**REQUIREMENT:**
Output the data below exactly.

═════ INPUT

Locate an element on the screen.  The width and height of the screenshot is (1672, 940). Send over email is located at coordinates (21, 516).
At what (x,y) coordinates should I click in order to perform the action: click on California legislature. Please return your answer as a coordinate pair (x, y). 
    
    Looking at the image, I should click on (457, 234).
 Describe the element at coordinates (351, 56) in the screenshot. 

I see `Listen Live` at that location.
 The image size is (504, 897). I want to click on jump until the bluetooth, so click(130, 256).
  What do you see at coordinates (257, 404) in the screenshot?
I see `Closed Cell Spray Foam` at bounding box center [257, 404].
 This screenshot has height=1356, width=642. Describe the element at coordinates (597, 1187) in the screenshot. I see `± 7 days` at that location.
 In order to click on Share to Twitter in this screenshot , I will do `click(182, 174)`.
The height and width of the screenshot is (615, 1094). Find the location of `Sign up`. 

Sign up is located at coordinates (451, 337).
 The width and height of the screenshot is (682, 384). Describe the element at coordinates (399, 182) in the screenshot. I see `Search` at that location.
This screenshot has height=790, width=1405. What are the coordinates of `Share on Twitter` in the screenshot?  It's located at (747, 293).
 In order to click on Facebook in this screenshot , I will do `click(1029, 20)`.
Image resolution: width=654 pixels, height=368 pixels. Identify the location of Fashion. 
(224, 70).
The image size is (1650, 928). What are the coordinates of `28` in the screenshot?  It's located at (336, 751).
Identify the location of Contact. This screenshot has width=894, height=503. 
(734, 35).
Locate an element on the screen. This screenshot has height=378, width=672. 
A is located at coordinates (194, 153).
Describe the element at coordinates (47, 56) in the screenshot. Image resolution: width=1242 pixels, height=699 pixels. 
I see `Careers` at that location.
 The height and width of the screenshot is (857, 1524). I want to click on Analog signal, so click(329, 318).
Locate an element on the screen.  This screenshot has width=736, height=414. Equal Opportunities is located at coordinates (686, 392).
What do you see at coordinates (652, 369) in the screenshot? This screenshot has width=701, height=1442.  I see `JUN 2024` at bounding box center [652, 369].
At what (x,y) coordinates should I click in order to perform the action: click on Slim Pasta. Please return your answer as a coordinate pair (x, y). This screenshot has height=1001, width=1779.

══════════

**SOLUTION FOR THIS EXERCISE:**
Locate an element on the screen.  The width and height of the screenshot is (1672, 940). Send over email is located at coordinates (21, 516).
At what (x,y) coordinates should I click in order to perform the action: click on California legislature. Please return your answer as a coordinate pair (x, y). 
    
    Looking at the image, I should click on (457, 234).
 Describe the element at coordinates (351, 56) in the screenshot. 

I see `Listen Live` at that location.
 The image size is (504, 897). I want to click on jump until the bluetooth, so click(130, 256).
  What do you see at coordinates (257, 404) in the screenshot?
I see `Closed Cell Spray Foam` at bounding box center [257, 404].
 This screenshot has height=1356, width=642. Describe the element at coordinates (597, 1187) in the screenshot. I see `± 7 days` at that location.
 In order to click on Share to Twitter in this screenshot , I will do `click(182, 174)`.
The height and width of the screenshot is (615, 1094). Find the location of `Sign up`. 

Sign up is located at coordinates (451, 337).
 The width and height of the screenshot is (682, 384). Describe the element at coordinates (399, 182) in the screenshot. I see `Search` at that location.
This screenshot has height=790, width=1405. What are the coordinates of `Share on Twitter` in the screenshot?  It's located at (747, 293).
 In order to click on Facebook in this screenshot , I will do `click(1029, 20)`.
Image resolution: width=654 pixels, height=368 pixels. Identify the location of Fashion. 
(224, 70).
The image size is (1650, 928). What are the coordinates of `28` in the screenshot?  It's located at (336, 751).
Identify the location of Contact. This screenshot has width=894, height=503. 
(734, 35).
Locate an element on the screen. This screenshot has height=378, width=672. 
A is located at coordinates (194, 153).
Describe the element at coordinates (47, 56) in the screenshot. Image resolution: width=1242 pixels, height=699 pixels. 
I see `Careers` at that location.
 The height and width of the screenshot is (857, 1524). I want to click on Analog signal, so click(329, 318).
Locate an element on the screen.  This screenshot has width=736, height=414. Equal Opportunities is located at coordinates (686, 392).
What do you see at coordinates (652, 369) in the screenshot? This screenshot has width=701, height=1442.  I see `JUN 2024` at bounding box center [652, 369].
At what (x,y) coordinates should I click in order to perform the action: click on Slim Pasta. Please return your answer as a coordinate pair (x, y). This screenshot has height=1001, width=1779.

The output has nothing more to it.